Panel discussion guests include Lisa Danzig, director of the Office of Strategic Planning and Management at Housing and Urban Development; Seth Harris, deputy s...
The Government Performance and Results Modernization Act was signed into law more than a year ago. It created a new government-wide planning and reporting framework, quarterly priority progress reviews, and an annual process to eliminate duplicative and outdated practices. The Federal Drive explored what agencies are doing differently under the GPRA Modernization Act in a panel discussion with:
Setting metrics
Private-sector companies have clear performance goals: Profits. The goals can be more difficult to establish and measure at federal agencies.
“It’s very important to measure everything we do. Otherwise, you’re not getting a sense of how the organization is performing,” Harris said.
Labor reviews 238 metrics every quarter, Harris said. He added that he goes through these metrics “line-by-line” and makes notes on information he finds “interesting, praise-worthy [or] troubling.”
“Every meeting, we ask, ‘Is there more we need to do? Are there measures that need to be tweaked?'” Harris said.
Where historical data was available, Labor benchmarked its metrics against the previous five years. In half of those cases, the agency beat out prior years, Harris said.
The agency also did a “budget-adjustment performance” to ensure better performance was not due only to getting more funds.
Danzig said HUD is holding HUDStat sessions — modeled after the TechStat and AcqState sessions by OMB — to oversee the agency’s performance. HUD works collaboratively on some goals, such as with the Department of Veterans Affairs on issues related to veteran homelessness.
HUD has seven agency priority goals with a couple key measures per goal and a set of supporting measures, Danzig said.
Referring to Labor and HUD, Shea said, “These are organizations with not-small ambitions doing lots of stuff with lots of partners, and so, in order to get a handle on that, you’re going to need a decent number of measures: Not too many, not too few. You need just the right amount.”
‘Safe place’ to discuss challenges
Part of the challenge in doing regular reviews is creating what Harris called a “safe place” to discuss challenges to agency performance.
“At the beginning, folks really chafed at it,” Harris said. “Nobody likes to be held accountable and nobody likes to have to rat out their colleagues.”
But as the reviews continued, employees realized that the meetings were an opportunity to set priorities, strategies and resource allocations.
There still is not enthusiasm for such reviews, but “there’s a lot less conflict and angst around it,” Harris said. “And the discussions are incredibly rich about really what we are as an organization, who we’re serving and what we’re trying to accomplish.”
Shea said agencies “really need to open the kimono on what’s failing and what we’re doing to do different to improve performance. The most important variable there in Washington is money. Where are we going to divert investment to greater performance?”
Chief operating officer
The GPRA Modernization Act directed agencies to make the deputy head of the agency or an equivalent official the chief operating officer. This position would be responsible for improving agency performance.
Shea said this individual must have “dynamism and sufficient nerdiness” to carry out the tasks.
The challenge is the individuals named COOs are often wearing multiple hats.
“One of the rules of Washington is, if you want something done, give it to a busy person,” Shea said. “So it’ll be hard to make this the exclusive responsibility of an individual.”
Harris added that it’s not enough to have one dedicated staff person for performance. “It has to come from the very top of the organization,” Harris said.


Repeat, exactly as written, all of the entries, but not their pictures.

Extracts from a graphics dataset |
────────

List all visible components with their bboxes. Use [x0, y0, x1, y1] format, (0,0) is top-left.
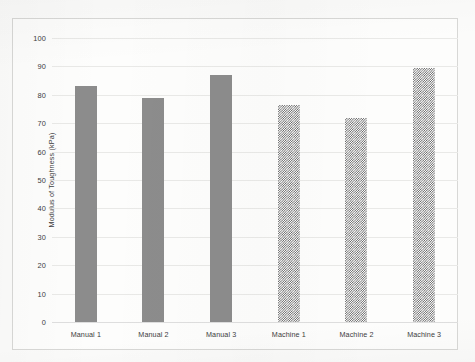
y-tick-label-100: 100 [12, 34, 46, 43]
bar-machine-1 [278, 105, 300, 322]
bar-manual-1 [75, 86, 97, 322]
x-tick-label-machine-2: Machine 2 [322, 330, 392, 339]
y-tick-label-10: 10 [12, 289, 46, 298]
y-tick-label-90: 90 [12, 62, 46, 71]
gridline-0 [52, 322, 458, 323]
bar-manual-2 [142, 98, 164, 322]
y-tick-label-60: 60 [12, 147, 46, 156]
bar-machine-2 [345, 118, 367, 322]
y-tick-label-20: 20 [12, 261, 46, 270]
x-tick-label-manual-1: Manual 1 [51, 330, 121, 339]
y-tick-label-50: 50 [12, 176, 46, 185]
bar-manual-3 [210, 75, 232, 322]
y-tick-label-70: 70 [12, 119, 46, 128]
y-tick-label-40: 40 [12, 204, 46, 213]
bar-slot [255, 38, 323, 322]
y-tick-label-30: 30 [12, 232, 46, 241]
bar-slot [120, 38, 188, 322]
bar-slot [390, 38, 458, 322]
y-tick-label-80: 80 [12, 90, 46, 99]
bar-slot [323, 38, 391, 322]
x-tick-label-machine-3: Machine 3 [389, 330, 459, 339]
x-tick-label-manual-3: Manual 3 [186, 330, 256, 339]
y-tick-label-0: 0 [12, 318, 46, 327]
bar-slot [52, 38, 120, 322]
bar-slot [187, 38, 255, 322]
y-axis-tick-labels: 1009080706050403020100 [8, 38, 46, 322]
x-tick-label-manual-2: Manual 2 [119, 330, 189, 339]
bar-series [52, 38, 458, 322]
bar-machine-3 [413, 68, 435, 322]
x-tick-label-machine-1: Machine 1 [254, 330, 324, 339]
plot-area [52, 38, 458, 322]
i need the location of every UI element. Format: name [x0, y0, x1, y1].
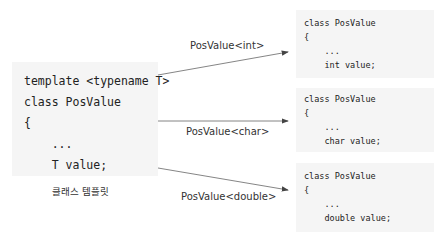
code-line: int value; [304, 60, 376, 70]
code-line: ... [304, 122, 340, 132]
arrow-double [158, 168, 288, 190]
arrow-label-int: PosValue<int> [190, 40, 264, 51]
arrow-label-double: PosValue<double> [181, 191, 276, 202]
code-line: { [304, 108, 309, 118]
template-caption: 클래스 템플릿 [52, 184, 109, 198]
arrow-label-char: PosValue<char> [186, 126, 269, 137]
code-line: class PosValue [304, 171, 376, 181]
instance-box-char: class PosValue { ... char value; [296, 88, 434, 152]
code-line: double value; [304, 213, 391, 223]
instance-box-int: class PosValue { ... int value; [296, 10, 434, 78]
arrow-int [158, 52, 288, 75]
code-line: class PosValue [304, 18, 376, 28]
code-line: class PosValue [24, 95, 121, 109]
code-line: template <typename T> [24, 74, 169, 88]
code-line: { [24, 116, 31, 130]
instance-box-double: class PosValue { ... double value; [296, 163, 434, 232]
code-line: { [304, 32, 309, 42]
code-line: ... [304, 199, 340, 209]
class-template-box: template <typename T> class PosValue { .… [12, 62, 158, 176]
code-line: char value; [304, 136, 381, 146]
code-line: T value; [24, 158, 107, 172]
code-line: ... [304, 46, 340, 56]
code-line: class PosValue [304, 94, 376, 104]
code-line: ... [24, 137, 72, 151]
code-line: { [304, 185, 309, 195]
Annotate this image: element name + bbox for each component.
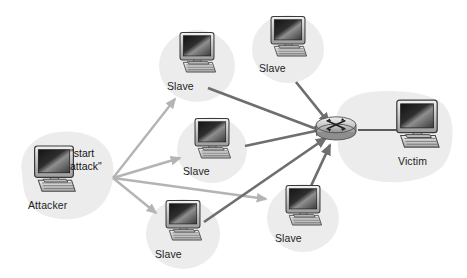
attack-command-label: "start attack" [70, 147, 102, 172]
slave-4-computer-icon [166, 201, 202, 241]
flood-arrow-slave-2-to-victim [296, 82, 329, 123]
slave-5-computer-icon [286, 186, 322, 226]
slave-1-label: Slave [167, 80, 194, 92]
command-arrow-to-slave-1 [113, 99, 175, 178]
slave-5-label: Slave [275, 232, 302, 244]
slave-4-label: Slave [155, 248, 182, 260]
slave-2-computer-icon [271, 17, 307, 57]
flood-arrow-slave-3-to-victim [245, 129, 325, 146]
slave-3-computer-icon [195, 119, 231, 159]
network-diagram-svg [0, 0, 467, 278]
attacker-label: Attacker [28, 199, 67, 211]
victim-computer-icon [397, 100, 439, 147]
victim-label: Victim [398, 155, 427, 167]
slave-1-computer-icon [180, 33, 216, 73]
command-arrow-to-slave-3 [113, 158, 180, 178]
victim-router-icon [316, 117, 356, 140]
slave-3-label: Slave [183, 165, 210, 177]
diagram-canvas: "start attack" Attacker Slave Slave Slav… [0, 0, 467, 278]
flood-arrow-slave-5-to-victim [311, 145, 330, 186]
slave-2-label: Slave [259, 62, 286, 74]
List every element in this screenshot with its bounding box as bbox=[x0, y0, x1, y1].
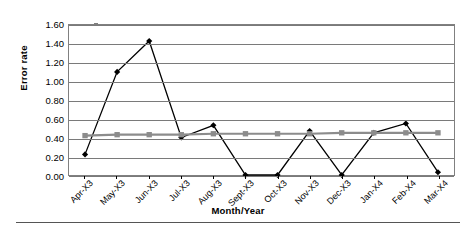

────────

RESPONSE BELOW |
List all visible components with their bboxes. Use [x0, y0, x1, y1] format, (0,0) is top-left.
y-tick-label-100: 100 [12, 34, 46, 43]
bar-machine-1 [278, 105, 300, 322]
bar-manual-1 [75, 86, 97, 322]
x-tick-label-machine-2: Machine 2 [322, 330, 392, 339]
y-tick-label-10: 10 [12, 289, 46, 298]
y-tick-label-90: 90 [12, 62, 46, 71]
gridline-0 [52, 322, 458, 323]
bar-manual-2 [142, 98, 164, 322]
y-tick-label-60: 60 [12, 147, 46, 156]
bar-machine-2 [345, 118, 367, 322]
y-tick-label-20: 20 [12, 261, 46, 270]
x-tick-label-manual-1: Manual 1 [51, 330, 121, 339]
y-tick-label-50: 50 [12, 176, 46, 185]
bar-manual-3 [210, 75, 232, 322]
y-tick-label-70: 70 [12, 119, 46, 128]
y-tick-label-40: 40 [12, 204, 46, 213]
bar-slot [255, 38, 323, 322]
y-tick-label-30: 30 [12, 232, 46, 241]
bar-slot [120, 38, 188, 322]
bar-slot [390, 38, 458, 322]
y-tick-label-80: 80 [12, 90, 46, 99]
bar-slot [323, 38, 391, 322]
x-tick-label-machine-3: Machine 3 [389, 330, 459, 339]
x-tick-label-manual-3: Manual 3 [186, 330, 256, 339]
y-tick-label-0: 0 [12, 318, 46, 327]
bar-slot [52, 38, 120, 322]
bar-slot [187, 38, 255, 322]
y-axis-tick-labels: 1009080706050403020100 [8, 38, 46, 322]
x-tick-label-manual-2: Manual 2 [119, 330, 189, 339]
bar-series [52, 38, 458, 322]
bar-machine-3 [413, 68, 435, 322]
x-tick-label-machine-1: Machine 1 [254, 330, 324, 339]
plot-area [52, 38, 458, 322]
i need the location of every UI element. Format: name [x0, y0, x1, y1].
code-line: int value; [304, 60, 376, 70]
code-line: ... [304, 122, 340, 132]
arrow-double [158, 168, 288, 190]
arrow-label-int: PosValue<int> [190, 40, 264, 51]
arrow-label-double: PosValue<double> [181, 191, 276, 202]
code-line: { [304, 108, 309, 118]
template-caption: 클래스 템플릿 [52, 184, 109, 198]
arrow-label-char: PosValue<char> [186, 126, 269, 137]
code-line: class PosValue [304, 171, 376, 181]
instance-box-char: class PosValue { ... char value; [296, 88, 434, 152]
code-line: double value; [304, 213, 391, 223]
instance-box-int: class PosValue { ... int value; [296, 10, 434, 78]
arrow-int [158, 52, 288, 75]
code-line: class PosValue [304, 18, 376, 28]
code-line: class PosValue [24, 95, 121, 109]
code-line: template <typename T> [24, 74, 169, 88]
code-line: { [24, 116, 31, 130]
instance-box-double: class PosValue { ... double value; [296, 163, 434, 232]
code-line: { [304, 32, 309, 42]
code-line: ... [304, 199, 340, 209]
class-template-box: template <typename T> class PosValue { .… [12, 62, 158, 176]
code-line: char value; [304, 136, 381, 146]
code-line: T value; [24, 158, 107, 172]
code-line: ... [304, 46, 340, 56]
code-line: class PosValue [304, 94, 376, 104]
code-line: ... [24, 137, 72, 151]
code-line: { [304, 185, 309, 195]
Annotate this image: element name + bbox for each component.
attack-command-label: "start attack" [70, 147, 102, 172]
slave-4-computer-icon [166, 201, 202, 241]
flood-arrow-slave-2-to-victim [296, 82, 329, 123]
slave-5-computer-icon [286, 186, 322, 226]
slave-1-label: Slave [167, 80, 194, 92]
command-arrow-to-slave-1 [113, 99, 175, 178]
slave-5-label: Slave [275, 232, 302, 244]
slave-4-label: Slave [155, 248, 182, 260]
slave-2-computer-icon [271, 17, 307, 57]
flood-arrow-slave-3-to-victim [245, 129, 325, 146]
slave-3-computer-icon [195, 119, 231, 159]
network-diagram-svg [0, 0, 467, 278]
attacker-label: Attacker [28, 199, 67, 211]
victim-computer-icon [397, 100, 439, 147]
victim-label: Victim [398, 155, 427, 167]
slave-1-computer-icon [180, 33, 216, 73]
command-arrow-to-slave-3 [113, 158, 180, 178]
victim-router-icon [316, 117, 356, 140]
slave-3-label: Slave [183, 165, 210, 177]
diagram-canvas: "start attack" Attacker Slave Slave Slav… [0, 0, 467, 278]
flood-arrow-slave-5-to-victim [311, 145, 330, 186]
slave-2-label: Slave [259, 62, 286, 74]
List every element in this screenshot with its bounding box as bbox=[x0, y0, x1, y1].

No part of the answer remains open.